French troops fighting alongside the Malian army and other African soldiers have largely succeeded in driving Islamist insurgents from the north but pockets of resistance remain, particularly in the Gao region.
One thousand French soldiers have been conducting an operation to destroy MUJAO's logistics infrastructure in a valley north of Gao since Sunday.
Parallel to the ongoing military operations, the international community is pushing for a formal process of reconciliation between the deeply divided nation's diverse ethnic communities ahead of presidential elections scheduled for July.
Late on Wednesday interim President Dioncounda Traore designated 30 members of a Dialogue and Reconciliation Commission, including eight representatives of the Tuareg and Arab communities, which have complained about rights abuses by Malian security forces who often equate them with Islamists.

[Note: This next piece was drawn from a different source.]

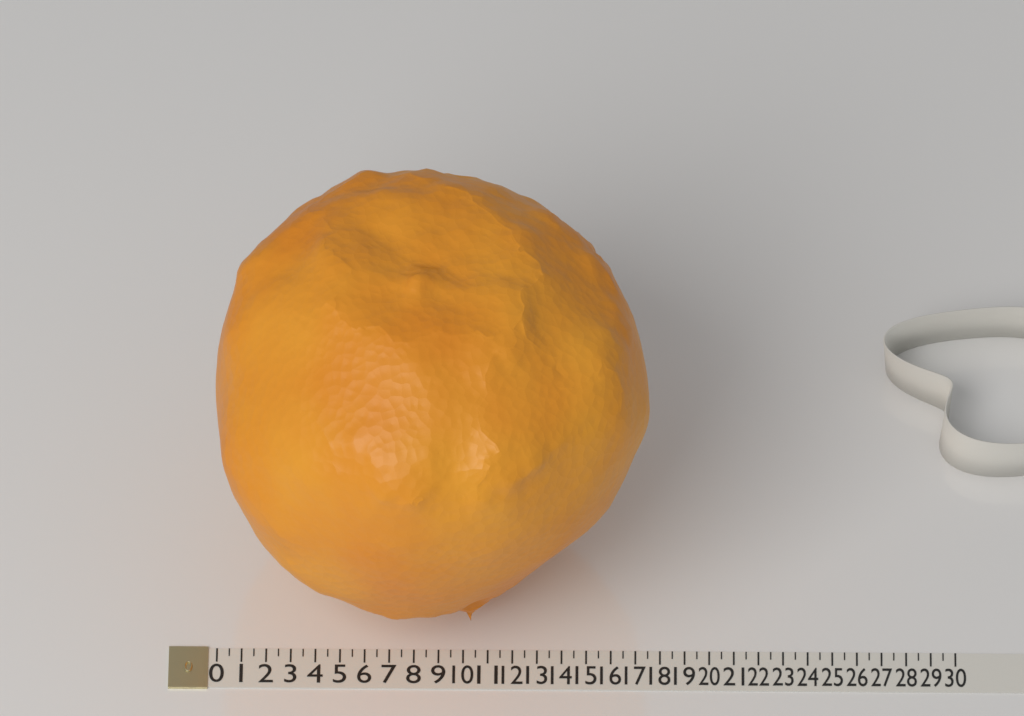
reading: 17.5 (no unit)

New York-based Human Rights Watch said Thursday two Tuaregs suspected of supporting armed Islamists in northern Mali had died after being tortured in custody in Bamako.
Meanwhile the country's main political party, the Alliance for Democracy in Mali, has announced that its candidate for the election will be Dramane Dembele, 46, a mining engineer and former student of Traore, regarded as a close ally.
Dembele was arrested in April last year and held for a number of weeks after a military coup that overthrew the regime of president Amadou Toumani Toure and precipitated the fall of the north to Islamists.
Many questions remain about the possibility of holding elections within such a tight timescale due to continued instability in the north, which has still not seen the return of some 400,000 displaced people and refugees who fled the war.
The International Committee of the Red Cross said on Wednesday it needed an additional 33 million euros ($43.3 million) to help hundreds of thousands of victims of the conflict.